Editor Honors the Memories of Loved Ones With Annual Contests

It's easy to get caught up in the details of who won which award and how big the cash prize was and when the winning book is going to be published. These are all important details, no doubt, but every once and a while a contest or a sponsoring organization comes along that offers a little perspective to the competition, reminding those of us who pay such close attention to the deadlines and the recent winners that the people who run the magazines and the small presses and the nonprofits that make the contests possible are often doing what they're doing for very personal reasons.

Robert Nazarene named his Chesterfield, Missouri-based literary magazine Margie to honor his late sister's memory. Marjorie J. Wilson died in 1977 at the age of twenty-two. The annual journal also sponsors a number of writing contests, several of which are also named after late family members. The Marjorie J. Wilson Award, worth a thousand dollars, is given annually for a single poem. (This year's deadline has been extended to May 29.) The Robert E. and Ruth I. Wilson Poetry Book Award, given annually for a book-length poetry collection, is named for Nazarene's grandparents.

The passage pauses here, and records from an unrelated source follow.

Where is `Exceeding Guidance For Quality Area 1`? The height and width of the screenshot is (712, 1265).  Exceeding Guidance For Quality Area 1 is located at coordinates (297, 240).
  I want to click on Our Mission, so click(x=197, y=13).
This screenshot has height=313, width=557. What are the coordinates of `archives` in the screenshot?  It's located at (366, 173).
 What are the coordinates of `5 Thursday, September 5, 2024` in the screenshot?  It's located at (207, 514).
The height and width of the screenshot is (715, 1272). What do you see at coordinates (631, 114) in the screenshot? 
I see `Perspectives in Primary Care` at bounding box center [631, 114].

And the newly created Auntie Ann Book Award, which will be given for a book-length collection of poetry (the deadline is August 31), is named for his aunt.

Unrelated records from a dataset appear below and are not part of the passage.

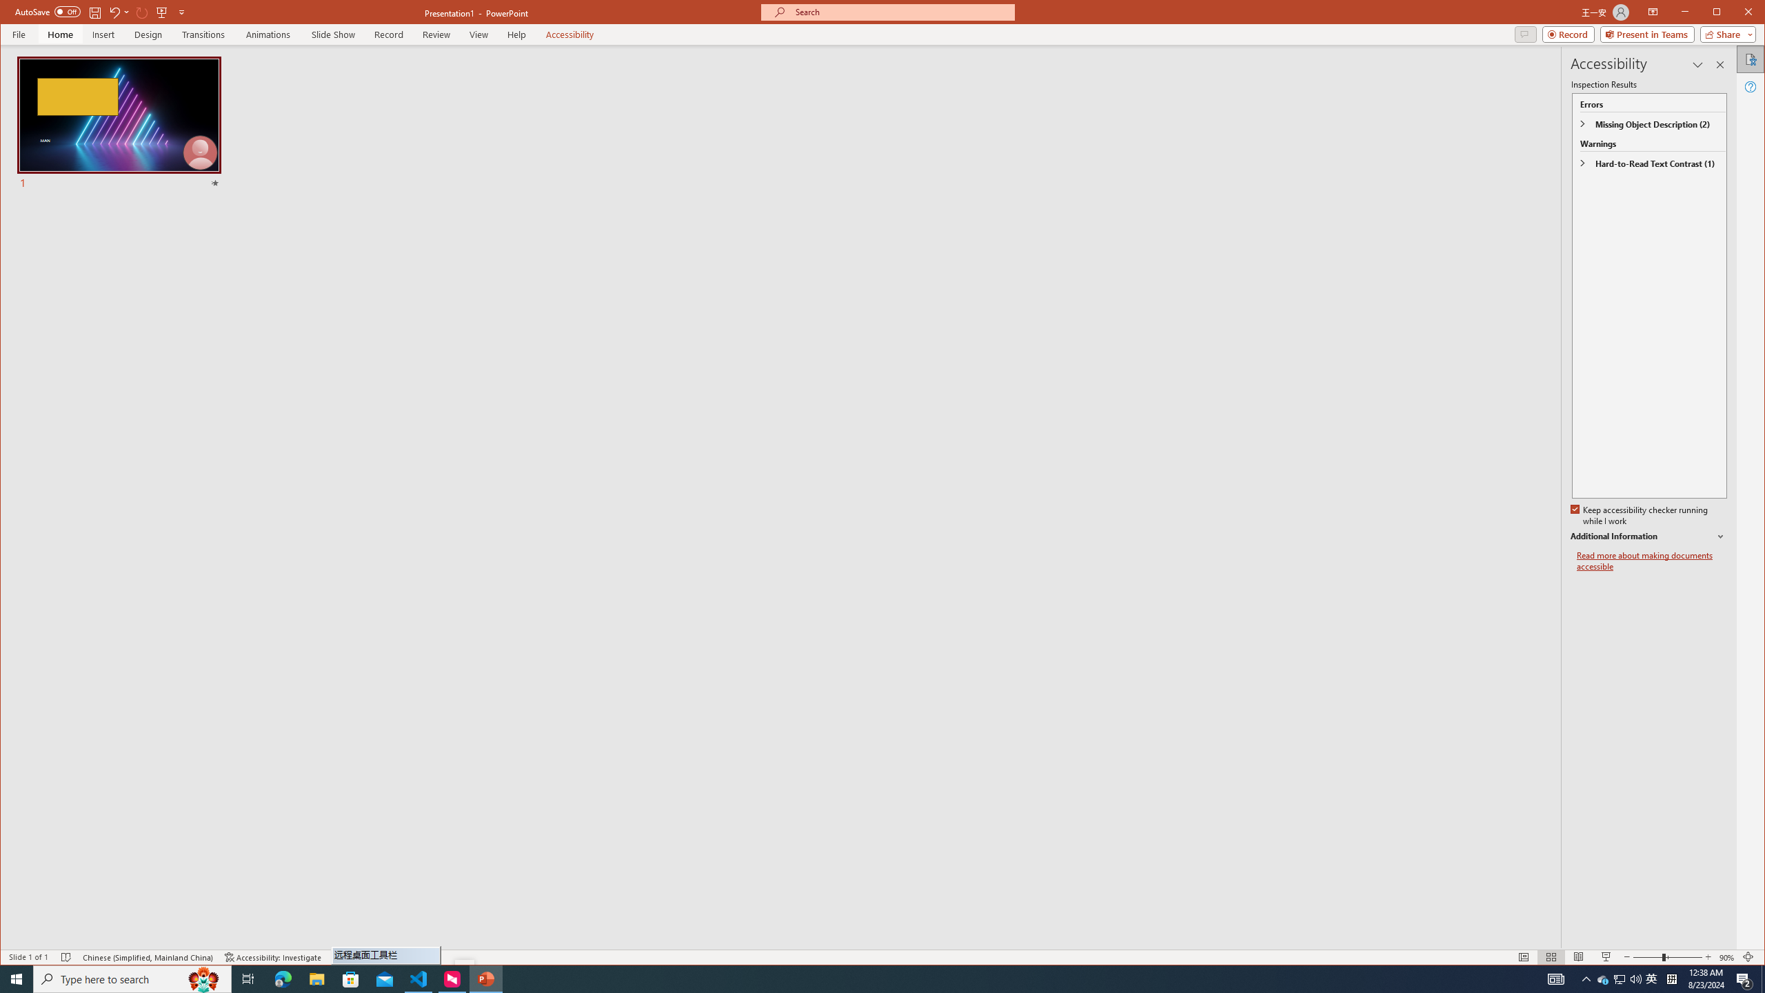 Image resolution: width=1765 pixels, height=993 pixels. I want to click on Read more about making documents accessible, so click(1652, 561).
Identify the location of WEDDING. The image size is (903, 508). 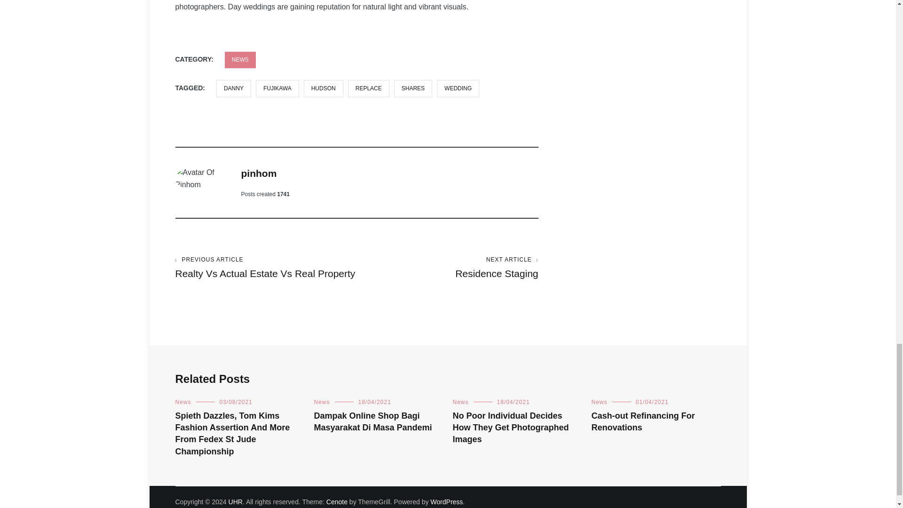
(458, 88).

In a recent e-mail, Nazarene explained the personal importance of this suite of contests:

"Our 'Auntie Ann' was aunt to Margie, myself, James [Margie's senior editor], and our brother Tom. Also to my children, Bobby and Madelyn. She was of extremely modest means. And yet, she never missed a birthday or Christmas card to any of us...and it always included a far more generous check than she could afford. She was so kind. And she gave us all back rubs whenever we wanted them. Similarly, the Robert E. and Ruth I. Wilson Poetry Book Award is in honor of our grandparents. Neither our grandparents nor our Auntie Ann had the opportunity of education. In fact, my grandfather, Robert E. Lee Wilson, went to work at nine to support his mother and six siblings when his father (an alcoholic) abandoned the family. In any event, none of these dear people ever went beyond the eighth grade. We know they are smiling at the literary awards named in their honor. ... They all loved Margie with all their hearts and were dumbfounded with grief when we lost her at age twenty-two in 1977."

The literary magazine Margie, Nazarene added, "is not about a what, it's all about a who and our attempt to keep her voice alive and ringing."